Writing What Wants To Be Written

November 15, 2008

in words

Good writing always does this to me; makes me want to write. Anything. The urge emerges, the itch in the palms, the shifting ass cheeks on the chair every few seconds, the scratching of face. Whether those are common symptoms, I don’t know.

It becomes at that point a fight among ideas, stories, and childhood anecdotes – which one of those do I absolutely have to, need to, write right now?

By the time I’ve reached for a pen and paper (iPhone in this case) the stories that had just a few seconds ago marched with bold ambitions start to slow down, concerns appearing on their faces. They look at each other and do a polite ‘you first, please’ and then at me with those eyes hoping I pick one of them and just end this misery.

Only if it were easy to pick stories to tell. Story ideas are like guests. First few minutes of their arrival makes you feel special, wanted, loved, honored. As the minutes pass and you are actually attending to their needs and making sure they feel welcome, special, and at home, you start to wonder why they visited you and not their other friends. You want to know if this is a pity visit.

By the way, reading Anne Lamott’s Bird by Bird. I haven’t read any other book that captures the suffering, joy, and the craziness of having both happen at the same time, of being a writer. The feeling I had from reading a chapter like ‘Plot Treatment’ is similar to watching the most beautiful sunset in the world all the while hearing the sun tell you what it goes through with the heat, the atmosphere, the cold nights on the other side, the loneliness of the vast space that surrounds it, the distance it feels from all the other planets, the agony of being the star that stands out among all the others – the gas, the meteors, the explosions, the implosions…

Yet all we see and remember is that beautiful sunset, the one reminding us of the past, those beautiful blue eyes, the slight breeze, the love lost, the wisdom gained, or the simple and practical – it’s free free minutes time on my mobile plan.

In one of the chapters Lamott talks about praying so she can get out of the way of what wants to be written.

For the past half hour I got in the way, with this long post, trying hard to not seem vulnerable and wounded about why the line kept circling in my head, of what wanted to be written – ‘I’ve loved quite a few people in my life, but only wanted you to be my wife.’

Now that it’s written. Now that I’ve gotten out of the way. I should expect writing to accompany less suffering?

Sure hope not. Suffering is jogging for writers. Done right, it keeps us fit.

{ 3 comments… read them below or add one }

Julie November 17, 2008 at 2:23 pm

Love so many lines in this blog.

Emon November 17, 2008 at 4:24 pm

Thank you, Julie!

Kaitlin November 21, 2008 at 6:58 pm

What was the “good” writing that you read?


◆ Work order:
Copy the records below exactly, leaving out every picture.
'''
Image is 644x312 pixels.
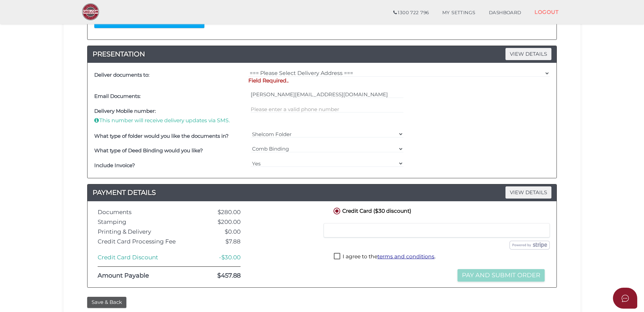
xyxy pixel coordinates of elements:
a: LOGOUT [528,5,565,19]
h4: PAYMENT DETAILS [88,187,556,198]
a: PAYMENT DETAILSVIEW DETAILS [88,187,556,198]
a: MY SETTINGS [436,6,482,20]
button: Open asap [613,288,637,309]
a: PRESENTATIONVIEW DETAILS [88,49,556,59]
label: I agree to the . [334,253,436,261]
div: Printing & Delivery [93,228,191,235]
div: Amount Payable [93,272,191,279]
b: Delivery Mobile number: [94,108,155,114]
div: Documents [93,209,191,215]
label: Credit Card ($30 discount) [332,206,411,214]
span: VIEW DETAILS [505,48,551,60]
div: $0.00 [191,228,245,235]
h4: PRESENTATION [88,49,556,59]
div: Stamping [93,219,191,225]
button: Pay and Submit Order [457,269,544,281]
img: stripe.png [509,241,549,249]
b: What type of folder would you like the documents in? [94,132,229,139]
input: Please enter a valid 10-digit phone number [251,105,404,113]
div: $457.88 [191,272,245,279]
p: Field Required.. [248,77,549,84]
b: What type of Deed Binding would you like? [94,147,203,154]
div: Credit Card Processing Fee [93,238,191,244]
div: $7.88 [191,238,245,244]
div: $280.00 [191,209,245,215]
b: Include Invoice? [94,162,135,169]
span: VIEW DETAILS [505,187,551,198]
div: $200.00 [191,219,245,225]
b: Email Documents: [94,93,141,99]
a: 1300 722 796 [386,6,436,20]
p: This number will receive delivery updates via SMS. [94,117,247,124]
div: -$30.00 [191,254,245,260]
div: Credit Card Discount [93,254,191,260]
a: DASHBOARD [482,6,528,20]
button: Save & Back [87,297,126,308]
iframe: Secure card payment input frame [328,227,545,233]
a: terms and conditions [377,253,434,260]
b: Deliver documents to: [94,72,149,78]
'''
◆ Expected answer:
Image is 644x312 pixels.
xyxy pixel coordinates of elements:
a: LOGOUT [528,5,565,19]
h4: PAYMENT DETAILS [88,187,556,198]
a: PAYMENT DETAILSVIEW DETAILS [88,187,556,198]
a: MY SETTINGS [436,6,482,20]
button: Open asap [613,288,637,309]
a: PRESENTATIONVIEW DETAILS [88,49,556,59]
label: I agree to the . [334,253,436,261]
div: Printing & Delivery [93,228,191,235]
div: Amount Payable [93,272,191,279]
b: Delivery Mobile number: [94,108,155,114]
div: Documents [93,209,191,215]
label: Credit Card ($30 discount) [332,206,411,214]
span: VIEW DETAILS [505,48,551,60]
div: $0.00 [191,228,245,235]
h4: PRESENTATION [88,49,556,59]
div: Stamping [93,219,191,225]
button: Pay and Submit Order [457,269,544,281]
img: stripe.png [509,241,549,249]
b: What type of folder would you like the documents in? [94,132,229,139]
input: Please enter a valid 10-digit phone number [251,105,404,113]
div: $457.88 [191,272,245,279]
p: Field Required.. [248,77,549,84]
b: What type of Deed Binding would you like? [94,147,203,154]
div: Credit Card Processing Fee [93,238,191,244]
div: $7.88 [191,238,245,244]
div: $280.00 [191,209,245,215]
b: Include Invoice? [94,162,135,169]
span: VIEW DETAILS [505,187,551,198]
div: $200.00 [191,219,245,225]
b: Email Documents: [94,93,141,99]
a: 1300 722 796 [386,6,436,20]
p: This number will receive delivery updates via SMS. [94,117,247,124]
div: -$30.00 [191,254,245,260]
div: Credit Card Discount [93,254,191,260]
a: DASHBOARD [482,6,528,20]
button: Save & Back [87,297,126,308]
iframe: Secure card payment input frame [328,227,545,233]
a: terms and conditions [377,253,434,260]
b: Deliver documents to: [94,72,149,78]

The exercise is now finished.